I can imagine you thinking at this moment, What kind of person would ask such a stupid question! Hang with me, and you’ll realize it’s not such a stupid question after all.
In my previous post I shared an Alice in Wonderland adventure I had with a postmodernist. As always in such encounters, one thinks of things one could of or should have said afterward. At one point I shifted the conversation to something called the moral argument. Simply stated, this means that the best explanation for morality, the sense that all human beings have of right and wrong and justice, can best be explained by the existence of a personal God. The postmodernist is a relativist, meaning morality is whatever an individual person or culture thinks it is. For them, there is no objective standard of right and wrong which exists outside of their own feelings or perceptions. By happy happenstance I was able to share a perfect example of postmodern relativism just this morning with my son.
Every morning taking my musician teenage son to school we listen to great music. Today we happened to be listening to The Beatles Rubber Soul. The timing couldn’t have been better because as we were listening to a song titled, “The Word.” As we hear these lyrics, it was the perfect teaching moment:
Give the word a chance to say
That the word is just the way
It’s the word I’m thinking of
And the only word is love
It’s so fine, It’s sunshine
It’s the word, love
Now that I know what I feel must be right
I’m here to show everybody the light
It would be hard to find a better declaration of postmodern relativism than John Lennon singing, “Now that I know what I feel must be right.” The examples of such irrational and illogical sentiments in popular culture are legion, so the late great John Lennon is simply an illustration of what today has become ubiquitous. My son got a very nice lecture on the way to his classical Christian school where they most decidedly do not teach that our feelings determine what is right and wrong. Which brings me to our cuddly baby.
In the little debate I described in that previous post I asked my “down the rabbit hole” friend if he could say that Hitler killing 6 million Jews was wrong. After giving it some careful thought, he replied that to Hitler it wasn’t necessarily wrong. And you know what? He was right! If there is no objective moral standard, no way to measure our actions outside of our personal feelings and perceptions, then nothing by definition can be objectively wrong. If the material is all there is, then you cannot get ought from is. In other words, if all we are is dirt in motion, lucky dirt, then what is right and wrong is whatever the hell we want it to be!
At this point I wished I’d asked this simple question: Is it wrong to torture babies for fun? Of course every normal human being who isn’t trapped in Alice’s Wonderland, or who isn’t a sociopath, knows it is objectively, morally, unequivocally, and horribly wrong! Not because we feel it is wrong, but because it is wrong. I would have, then, said that the only way we know that a line is crooked is because we can compare it to straight line. Crooked and straight exist, just as wrong and right do. These things have nothing to do with how we feel.
Yet on the assumptions of the postmodern relativist, you can’t say torturing babies for fun is wrong. Fortunately, those assumptions are themselves wrong. God has revealed his moral law in us and to us in creation and Scripture, but as Paul says in Romans 1, human beings try to suppress the truth. Suppress as they might, truth will always prevail.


▶ **TASK GOAL**:
Copy every line below that has the word "Image" in it.

▶ **DATA IN THIS EXERCISE**:

⁂

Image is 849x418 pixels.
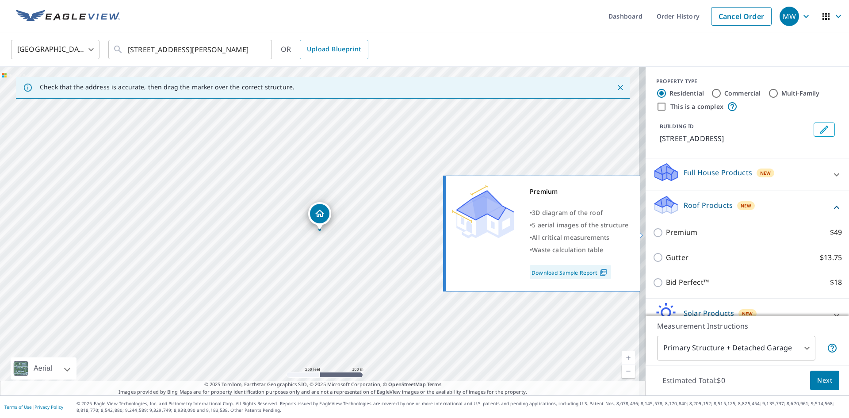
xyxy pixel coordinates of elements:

⁂

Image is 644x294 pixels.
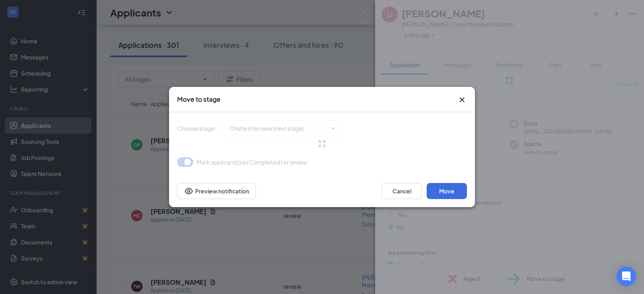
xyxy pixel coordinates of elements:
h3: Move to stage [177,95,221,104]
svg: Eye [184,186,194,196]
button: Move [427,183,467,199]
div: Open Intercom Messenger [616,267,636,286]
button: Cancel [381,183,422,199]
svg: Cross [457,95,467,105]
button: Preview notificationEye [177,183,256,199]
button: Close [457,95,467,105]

⁂

▶ **WRITTEN RESPONSE**:
Image is 849x418 pixels.
Image is 644x294 pixels.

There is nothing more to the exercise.